Rotational Symmetry based Object Pose Estimation from Point Clouds in the Absence of Known 3D Models

2026-06-15Computer Vision and Pattern Recognition

Computer Vision and Pattern Recognition
AI summary

The authors address the problem of figuring out how an object is positioned when no detailed 3D model is available, which is common in industries due to confidentiality. They use the fact that many industrial objects are rotationally symmetric (they look the same if you rotate them) to help estimate the object's pose from point cloud data. Their method iteratively improves both the object's pose and the point cloud by using a special loss that enforces this rotational symmetry. Tests on synthetic and real objects show their approach works almost as well as methods that need full 3D models.

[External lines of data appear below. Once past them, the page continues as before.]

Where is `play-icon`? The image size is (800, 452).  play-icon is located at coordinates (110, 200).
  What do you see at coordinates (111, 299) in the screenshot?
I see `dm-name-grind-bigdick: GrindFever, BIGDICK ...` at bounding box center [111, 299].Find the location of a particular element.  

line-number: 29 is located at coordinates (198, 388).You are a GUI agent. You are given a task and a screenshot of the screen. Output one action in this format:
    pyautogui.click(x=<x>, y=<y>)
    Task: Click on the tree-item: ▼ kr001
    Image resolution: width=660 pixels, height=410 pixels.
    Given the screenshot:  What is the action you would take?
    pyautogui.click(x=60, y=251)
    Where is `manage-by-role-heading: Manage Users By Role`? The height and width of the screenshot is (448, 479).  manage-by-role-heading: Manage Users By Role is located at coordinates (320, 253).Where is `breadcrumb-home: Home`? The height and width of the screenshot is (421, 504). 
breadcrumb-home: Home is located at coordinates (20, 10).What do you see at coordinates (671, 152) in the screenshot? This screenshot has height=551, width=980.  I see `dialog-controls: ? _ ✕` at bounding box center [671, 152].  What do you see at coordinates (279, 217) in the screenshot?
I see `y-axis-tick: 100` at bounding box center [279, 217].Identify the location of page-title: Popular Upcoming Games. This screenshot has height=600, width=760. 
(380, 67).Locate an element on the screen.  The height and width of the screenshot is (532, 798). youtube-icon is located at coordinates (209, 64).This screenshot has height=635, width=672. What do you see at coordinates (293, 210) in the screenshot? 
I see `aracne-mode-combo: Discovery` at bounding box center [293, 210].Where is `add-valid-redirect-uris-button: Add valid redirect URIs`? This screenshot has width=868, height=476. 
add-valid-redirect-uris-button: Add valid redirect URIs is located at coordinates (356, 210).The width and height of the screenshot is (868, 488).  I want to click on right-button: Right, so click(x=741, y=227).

object pose estimationpoint cloudrotational symmetry3D modelsiterative optimizationloss functionnearest-neighbor searchindustrial automationsynthetic datasetrobotic spray painting
Authors
Weichen Dai, Ruixun Yu, Yangjie Tang, Yifan Du, Yiyang Zhang, Donglei Sun, Hua Zhang
Abstract
Object pose estimation is crucial to many industrial applications, with one example being automated spray painting using a robot. However, confidentiality concerns often limit access to high-quality 3D models, posing a significant challenge for point-cloud-based pose estimation. In such scenarios, rotational symmetry, a readily accessible characteristic of many industrial objects, can provide valuable prior information to facilitate pose estimation.In this paper, we propose a method that leverages the rotational symmetry commonly found in industrial objects to address the challenge caused by the absence of 3D models. The object pose is jointly estimated with point cloud refinement through an iterative optimization process. This optimization relies on a rotational symmetry constraint loss. To construct this loss, each 3D point is rotated according to the currently estimated pose, and multiple correspondences are identified using nearest-neighbor search by exploiting the rotational symmetry property. These correspondences are then used to compute the rotational symmetry constraint loss, which iteratively refines both the pose and the point cloud.By explicitly incorporating rotational symmetry into the optimization process, the proposed method achieves robust pose estimation and generalizes well across diverse object types. The proposed method is evaluated on a dataset specifically created for point clouds without known 3D models, consisting of four categories of synthetic objects and one real wheel hub collected from a production line. Experimental results demonstrate that the proposed method achieves performance comparable to methods that rely on known 3D models.